Verifier Scoring
This guide explains what Dramatica verifies, what it does not verify, and how to interpret verifier outputs during generation and revision.
What we verify
Dramatica verifies narrative intent alignment against the intended Storyform using:
- Throughline alignment checks
- Dynamic consistency checks
- Storybeat advancement checks
- Structural constraint checks for Storyform coherence
What we do not verify
Dramatica does not directly score:
- prose style quality
- literary originality
- market fit
- voice preference
These are best handled by human judgment or separate graders.
How scoring works
Verifier outputs are split into two classes:
Constraints
Constraint checks act like compiler errors. A candidate can be rejected when it violates non-negotiable Storyform requirements.
Soft scores
Soft scores report degree of alignment across dimensions, such as:
- Throughline Alignment
- Dynamic Consistency
- Storybeat Advancement
These scores support ranking and revision, not style conformity.
How to interpret score movement
Interpretation should be relative within a controlled run:
- A positive change (for example
+0.12) means stronger alignment with intended narrative intent on that dimension. - A negative change indicates drift or contradiction relative to the specification.
- Flat scores across multiple iterations can signal local minima or insufficient candidate diversity.
Use score changes with qualitative inspection. Do not treat any single number as a full judgment of writing quality.
Common failure modes
Structurally valid but narratively flat
The draft may satisfy constraints while reading as emotionally inert. Keep verifier checks, then broaden candidate diversity and apply human taste filters.
Overfitting to structure
Drafts can become rigid when revision targets score movement without expressive variance. Preserve diverse candidates in selection.
Throughline leakage
Main Character and Influence Character pressures may blend in language even when structure seems intact. Treat this as an alignment failure and revise at the beat level.
Repetitive advancement
Storybeats can appear to advance numerically while repeating the same conflict expression. Add semantic progression checks in review.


**Exercise aim:** When a line in the records contains the string "image", copy that line.

Source data
::::::::::
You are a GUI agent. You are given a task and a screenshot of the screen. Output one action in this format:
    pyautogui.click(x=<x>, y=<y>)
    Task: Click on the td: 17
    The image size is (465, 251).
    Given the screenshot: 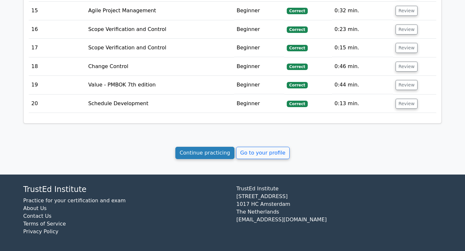 What is the action you would take?
    pyautogui.click(x=57, y=48)
    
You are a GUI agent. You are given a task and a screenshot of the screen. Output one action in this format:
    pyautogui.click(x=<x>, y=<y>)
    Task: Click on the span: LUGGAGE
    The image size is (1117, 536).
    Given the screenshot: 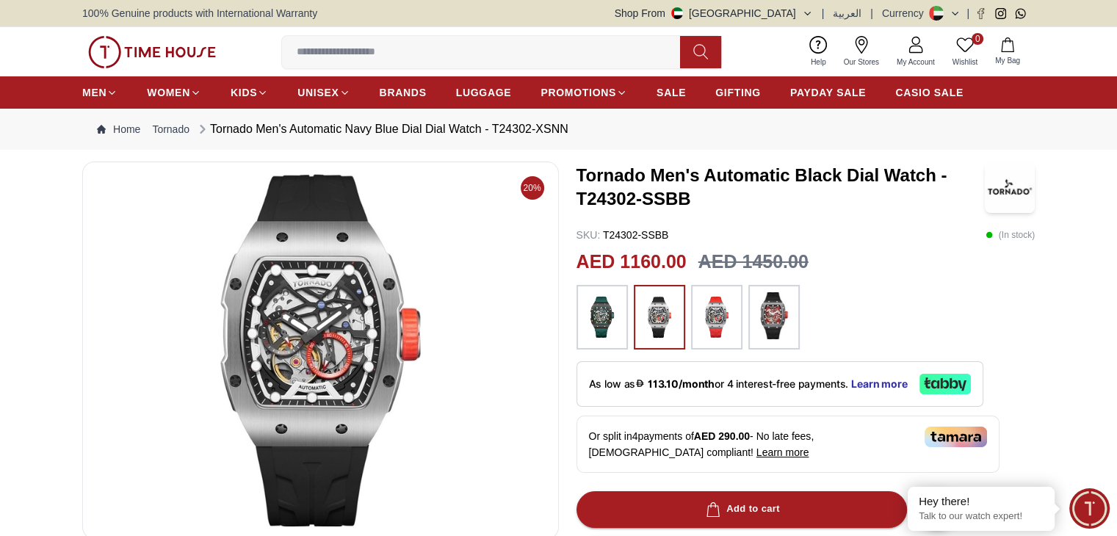 What is the action you would take?
    pyautogui.click(x=484, y=93)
::::::::::
**Finished task:**
    The image size is (465, 251).
    The image size is (1117, 536).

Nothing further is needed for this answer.